This tiny little new shop on the Naschmarkt block is making our style buds go all wild with excitement. The hat store’s Nomade Moderne owners, Nuriel Molcho and his fiancee, Audrey Lee James, defy all stereotypes of people their age – 1: they’re already getting married, and 2: while most people their age are chasing after the IT trends, they’ve stepped back in time and learned the craft of hatmaking. They represent a trend amongst the Generation Ys discovering that everything old is new again. And it just so happens that after a long hiatus, the trend of accessorising your head with a hat, is back, and in a big way.
The Nomade Moderne hats workshop is across the way from Nuriel’s family’s Oriental restaurant ‘Neni.’
We sat down with Nuriel for an Israeli-style, ‘tea with nana,’ at Neni during which he told me all about his love and fascination for hats.
While Nuriel was always interested in buying old watches and art, he claims that modern fashion has become too minimalistic, favouring comfort over style.
While Nuriel has been a centre in the making of the Tel Aviv Beach and Neni, this is his first escapade with design.
“I came to notice hats while living in the second district of Vienna, an area in which there are a lot of Jewish people. I think that being Jewish myself, I subconsciously see people wearing religious hats more than other people do.” The currently trending black, wide-brimmed “black hat” or Borsalino is most commonly associated with ultra-Orthodox non-Hasidic Jews.
Nuriel tells us that he’s fascinated by the stories that hats tell about the owner who wears it on their head. He felt that hats had had their day and that they were a misunderstood fashion accessory.
So Nuriel set off to make his own.
The entrepreneur started YouTubing his new obsession and meeting up with old hat makers to learn their skills and know-how, and to learn some real hat history. Nuriel found his mentor in a Rabbi, who is one of the few hat makers in Vienna who produces hats for all kinds of clientele, from religious Jews wearing Kosher hats to the iconic bowler hats worn by Viennese Fiaker drivers.
After learning the basics, he started looking for old equipment at vintage stores and got to work making his first handmade hat. While his first attempt turned out crooked and awkward looking, by his second, he’d refined his craft. Shortly after, Nuriel and Audrey were making hats by the order, and had opened up their shop, Nomade Moderne.
Nuriel and Audrey are now fulfilling orders for customised hats daily, especially since the word of Nomade Moderne crossed the Viennese Danube and wandered all the way to Berlin. While Audrey focuses on the sewing, Nuriel does the shaping of the headpieces.
This little hattery will be crowning many a heads in a society in which the old is new and where we want what we wear to speak for us.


Problem to solve
Retype the entries exactly; omit all pictures.
□ □ □ □ □ □ □
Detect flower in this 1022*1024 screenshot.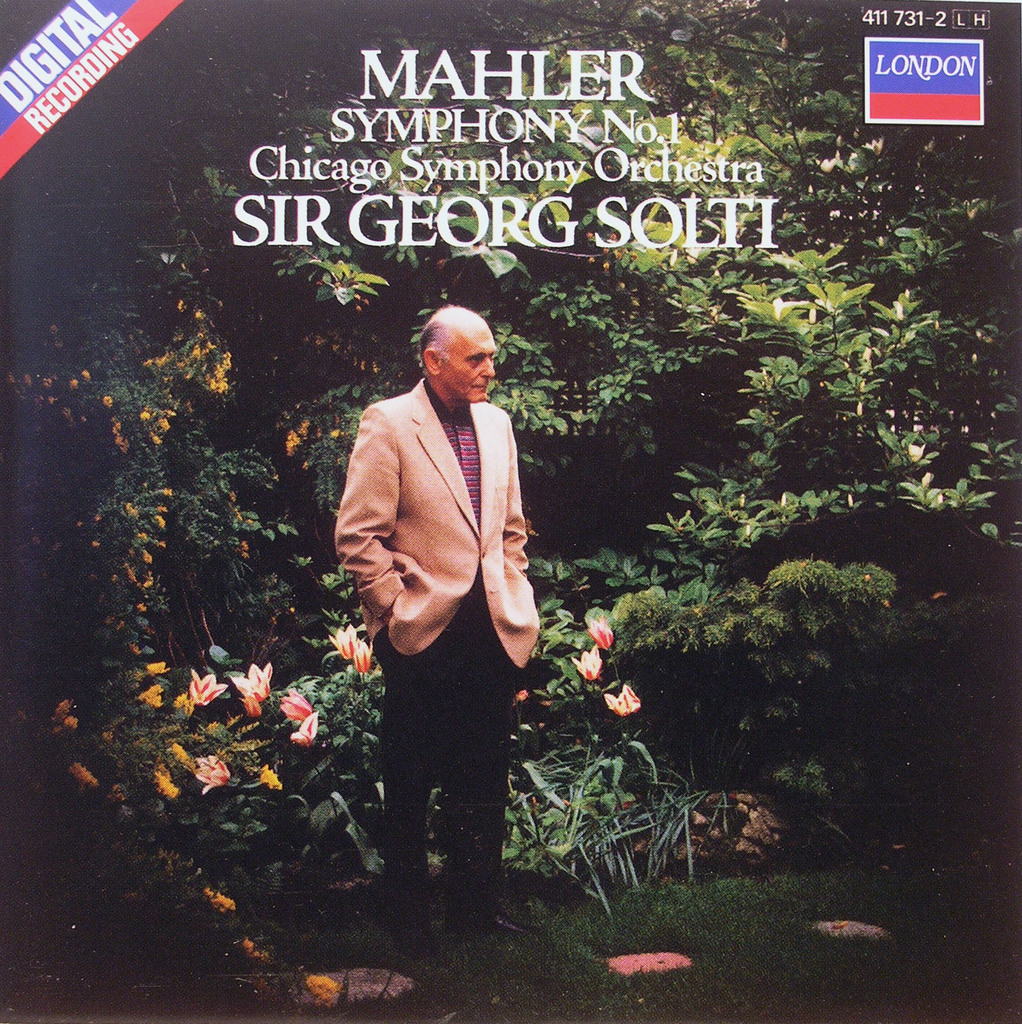
Detection: pyautogui.locateOnScreen(145, 657, 175, 678).
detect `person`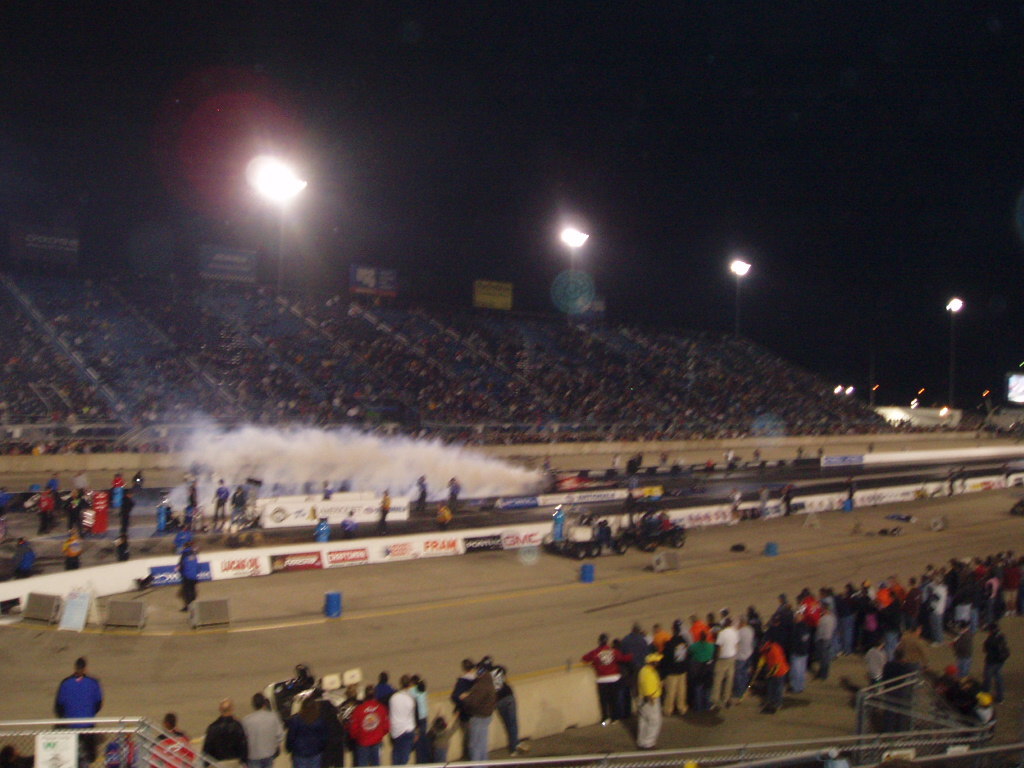
148/707/194/767
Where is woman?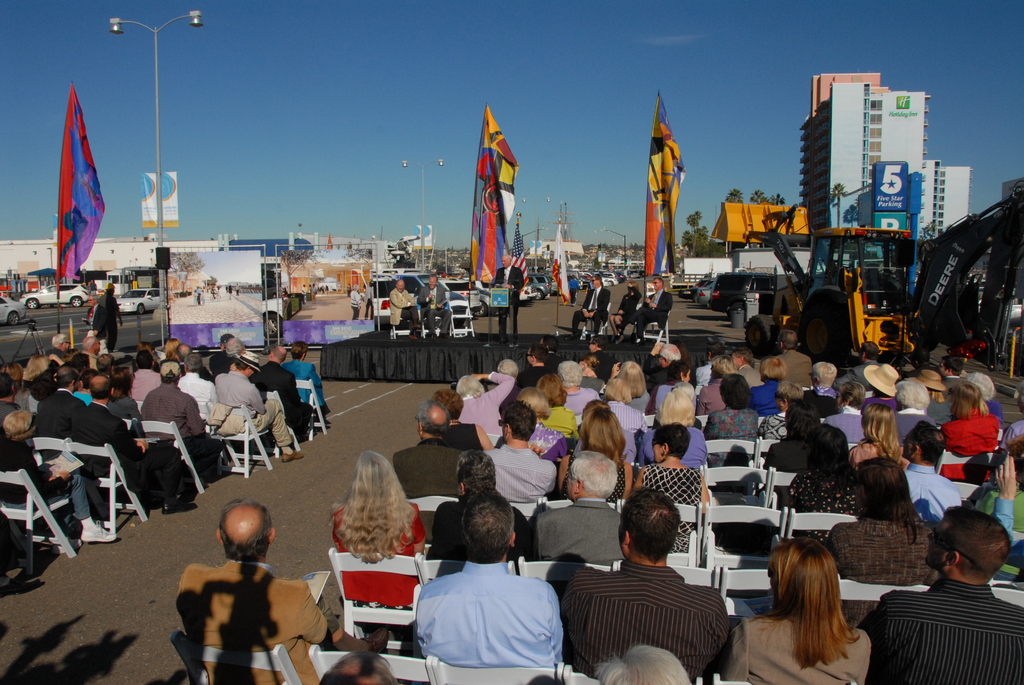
□ □ □ □ □ □ □
Written answer
Detect flower in this 1022*1024 screenshot.
Detection: pyautogui.locateOnScreen(145, 657, 175, 678).
detect `person`
148/707/194/767
Where is woman?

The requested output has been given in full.